China is paying "a high price for its rapid economic growth," according to the state-run media reporting a series of accidents in the country's coal mines.
Nowhere else in the world is the life of a miner more dangerous, and nowhere is his life worth so little.
The rate of deaths per million tons of coal brought to the surface in China is 100 times that in the US and 30 times that in South Africa, two of the world's other major coal producers.
Energy shortages in the fast-growing economy and the high profits generated by the rising coal price are inducing mine managers to squeeze the most they can from the mines, pushing production beyond all sensible limits.
According to official statistics, 20 of the countries 27 coal producing regions are overburdened, with production around 10 percent above reasonable levels. Some coal mines are producing 50 percent above target.
Even in "normal" times, simple safety measures are widely ignored. Management is reluctant to invest in work safety.
According to an official estimate, the large state-owned coal fields, which produce some 60 percent of the country's coal, should invest 50 billion yuan (US$6 billion) in the necessary safety measures.
"It is now clear that insufficient expenditure on safety equipment and plant are the main reason for the accidents," the China Daily wrote a week ago, when the number of miners killed in China's mines last year was published.
The figure was an astonishing 6,000.
"Something must be done quickly ... We cannot permit more lives to be lost," the newspaper continued.
But nothing concrete is done, in spite of the fine words. During the Lunar New Year, Prime Minister Wen Jiabao (
He cried with the mourning family members, as China's population was informed through the media.
"This accident has taught us a lesson that has been paid in blood," Wen said. "We must pay greater attention to production safety and cannot allow something like this to happen again."
Commentators said Wen had "warmed the hearts of all Chinese" by his actions and demanded that "lessons be learned from the tears of the prime minister."
But little has been learned from that disaster, as the continuing series of fatal accidents has shown. Criticism, however, has been voiced on an Internet site.
"Lack of security in the workplace, poor management and official corruption have led to the frequency of the accidents," one Web site said.
It quoted Zhang Baoming, the director of China's State Coal Industry Bureau, who said that virtually every accident was attributable to corruption.
Officials often simply close their eyes to contraventions of the work safety regulations, accept bribes or collaborate with mine management in ignoring safety concerns with their eye on higher production.
"Why so careless?" asks the China Daily, providing the answer itself: "When coal prices are rising, the rich profits on the market induce people to ignore the dangers."
The Zhongguo Qingnianbao asked why miners in China were at such high risk, concluding: "The real answer lies in the indifference of mine owners to the lives of their miners."
If China's mine owners had to pay the high damages laid down in the US, "the problem would be addressed with greater seriousness," it said.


§ **What to work on**:
Select and copy out every line in the records containing "Total".

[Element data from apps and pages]

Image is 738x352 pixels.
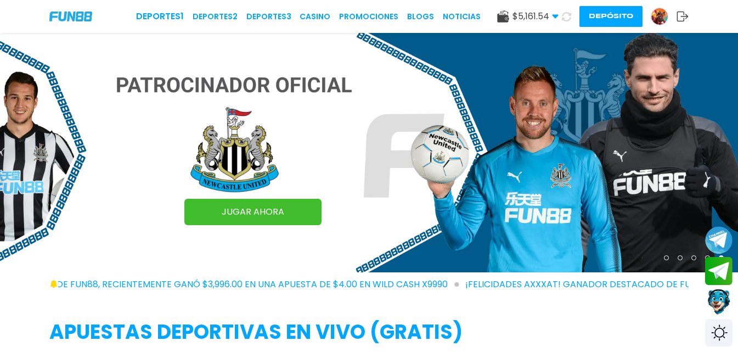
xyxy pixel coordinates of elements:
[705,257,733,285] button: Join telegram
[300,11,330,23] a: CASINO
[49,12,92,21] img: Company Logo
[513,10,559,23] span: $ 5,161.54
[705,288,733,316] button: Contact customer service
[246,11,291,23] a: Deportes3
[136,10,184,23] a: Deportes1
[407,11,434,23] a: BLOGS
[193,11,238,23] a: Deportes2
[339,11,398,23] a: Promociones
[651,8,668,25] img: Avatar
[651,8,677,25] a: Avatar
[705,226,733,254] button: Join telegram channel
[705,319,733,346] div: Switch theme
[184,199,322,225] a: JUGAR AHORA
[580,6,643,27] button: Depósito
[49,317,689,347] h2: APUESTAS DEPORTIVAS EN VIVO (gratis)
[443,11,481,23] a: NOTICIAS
==
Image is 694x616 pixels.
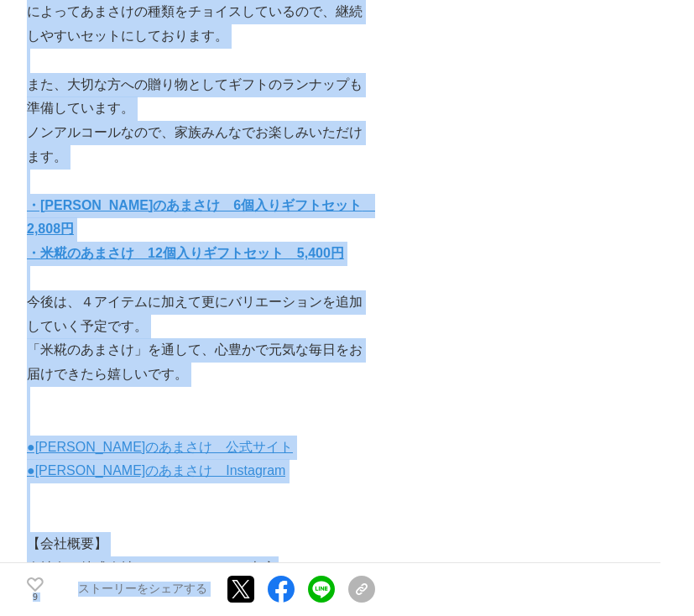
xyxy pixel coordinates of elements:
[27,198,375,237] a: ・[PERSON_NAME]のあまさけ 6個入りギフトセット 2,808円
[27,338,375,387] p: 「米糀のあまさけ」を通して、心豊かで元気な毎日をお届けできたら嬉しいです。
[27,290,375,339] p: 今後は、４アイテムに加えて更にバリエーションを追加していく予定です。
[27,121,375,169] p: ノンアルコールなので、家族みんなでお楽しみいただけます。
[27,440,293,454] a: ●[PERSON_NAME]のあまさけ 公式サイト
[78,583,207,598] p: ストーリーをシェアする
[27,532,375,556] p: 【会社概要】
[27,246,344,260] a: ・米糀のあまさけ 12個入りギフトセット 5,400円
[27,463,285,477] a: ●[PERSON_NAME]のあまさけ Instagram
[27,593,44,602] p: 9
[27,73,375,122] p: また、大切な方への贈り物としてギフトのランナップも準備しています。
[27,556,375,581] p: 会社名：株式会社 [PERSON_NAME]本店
* * *
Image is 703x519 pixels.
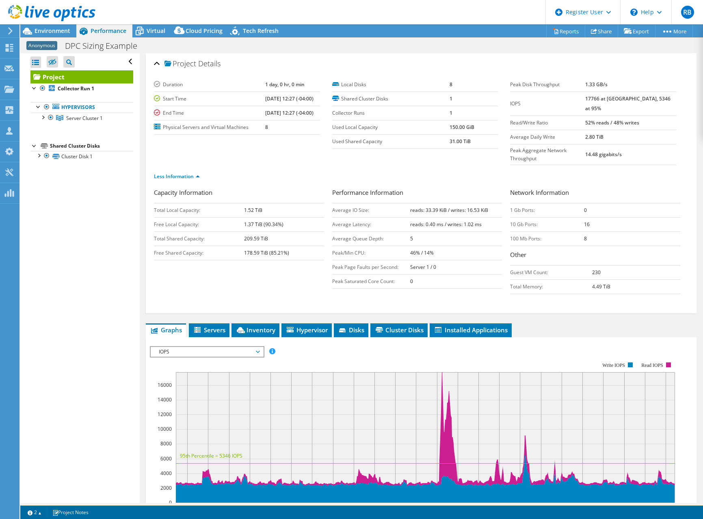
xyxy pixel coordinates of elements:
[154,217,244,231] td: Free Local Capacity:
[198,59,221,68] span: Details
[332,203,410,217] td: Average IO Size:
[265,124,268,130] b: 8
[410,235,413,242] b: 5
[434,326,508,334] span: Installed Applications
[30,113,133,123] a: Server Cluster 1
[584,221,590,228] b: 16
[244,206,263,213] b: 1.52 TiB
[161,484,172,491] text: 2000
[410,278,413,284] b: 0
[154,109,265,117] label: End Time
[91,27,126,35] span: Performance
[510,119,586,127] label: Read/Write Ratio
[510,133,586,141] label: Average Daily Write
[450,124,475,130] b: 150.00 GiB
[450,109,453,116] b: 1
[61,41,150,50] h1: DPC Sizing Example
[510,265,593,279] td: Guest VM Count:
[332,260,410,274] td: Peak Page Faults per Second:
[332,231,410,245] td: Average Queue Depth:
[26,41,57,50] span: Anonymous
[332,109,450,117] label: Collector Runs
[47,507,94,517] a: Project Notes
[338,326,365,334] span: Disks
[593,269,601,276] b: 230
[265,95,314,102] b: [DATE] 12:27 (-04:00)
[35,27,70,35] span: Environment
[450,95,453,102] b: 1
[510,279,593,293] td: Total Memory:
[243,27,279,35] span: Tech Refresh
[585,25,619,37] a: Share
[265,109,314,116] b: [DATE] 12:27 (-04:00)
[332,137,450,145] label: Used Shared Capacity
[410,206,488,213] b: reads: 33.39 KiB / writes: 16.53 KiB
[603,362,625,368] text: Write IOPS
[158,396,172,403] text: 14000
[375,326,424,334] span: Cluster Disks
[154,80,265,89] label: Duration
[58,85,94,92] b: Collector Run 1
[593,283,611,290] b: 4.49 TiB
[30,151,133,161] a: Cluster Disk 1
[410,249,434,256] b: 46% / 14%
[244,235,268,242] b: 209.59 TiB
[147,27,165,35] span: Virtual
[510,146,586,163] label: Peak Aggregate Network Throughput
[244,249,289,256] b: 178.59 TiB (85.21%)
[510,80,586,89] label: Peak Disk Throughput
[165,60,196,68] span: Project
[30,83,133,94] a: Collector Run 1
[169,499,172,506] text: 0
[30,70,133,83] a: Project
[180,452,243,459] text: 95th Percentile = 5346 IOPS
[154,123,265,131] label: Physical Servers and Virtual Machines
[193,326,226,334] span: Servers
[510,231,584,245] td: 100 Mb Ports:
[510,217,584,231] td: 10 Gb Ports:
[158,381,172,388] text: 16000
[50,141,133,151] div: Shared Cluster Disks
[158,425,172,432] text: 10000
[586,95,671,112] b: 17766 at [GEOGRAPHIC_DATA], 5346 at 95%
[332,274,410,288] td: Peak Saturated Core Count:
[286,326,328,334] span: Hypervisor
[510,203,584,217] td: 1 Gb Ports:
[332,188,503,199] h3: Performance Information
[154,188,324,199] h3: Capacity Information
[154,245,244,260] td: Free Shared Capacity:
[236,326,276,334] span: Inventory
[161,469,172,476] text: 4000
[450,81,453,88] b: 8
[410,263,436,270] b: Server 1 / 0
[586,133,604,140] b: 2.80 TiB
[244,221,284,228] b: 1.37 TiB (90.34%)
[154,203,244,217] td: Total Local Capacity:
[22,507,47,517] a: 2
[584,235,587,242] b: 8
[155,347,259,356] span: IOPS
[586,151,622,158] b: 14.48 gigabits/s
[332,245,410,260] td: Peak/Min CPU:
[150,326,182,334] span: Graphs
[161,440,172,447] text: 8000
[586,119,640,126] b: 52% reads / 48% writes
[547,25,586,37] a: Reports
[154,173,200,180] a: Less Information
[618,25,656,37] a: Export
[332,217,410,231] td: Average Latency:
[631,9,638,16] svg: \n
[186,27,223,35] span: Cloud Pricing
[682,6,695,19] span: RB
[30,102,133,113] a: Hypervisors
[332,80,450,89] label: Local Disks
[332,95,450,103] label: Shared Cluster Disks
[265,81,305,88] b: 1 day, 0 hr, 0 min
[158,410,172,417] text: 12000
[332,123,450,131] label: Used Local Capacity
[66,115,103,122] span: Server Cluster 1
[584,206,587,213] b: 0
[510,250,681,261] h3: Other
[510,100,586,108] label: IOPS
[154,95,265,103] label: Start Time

§ **Exercise solution**:
[510,279,593,293] td: Total Memory:
[154,203,244,217] td: Total Local Capacity:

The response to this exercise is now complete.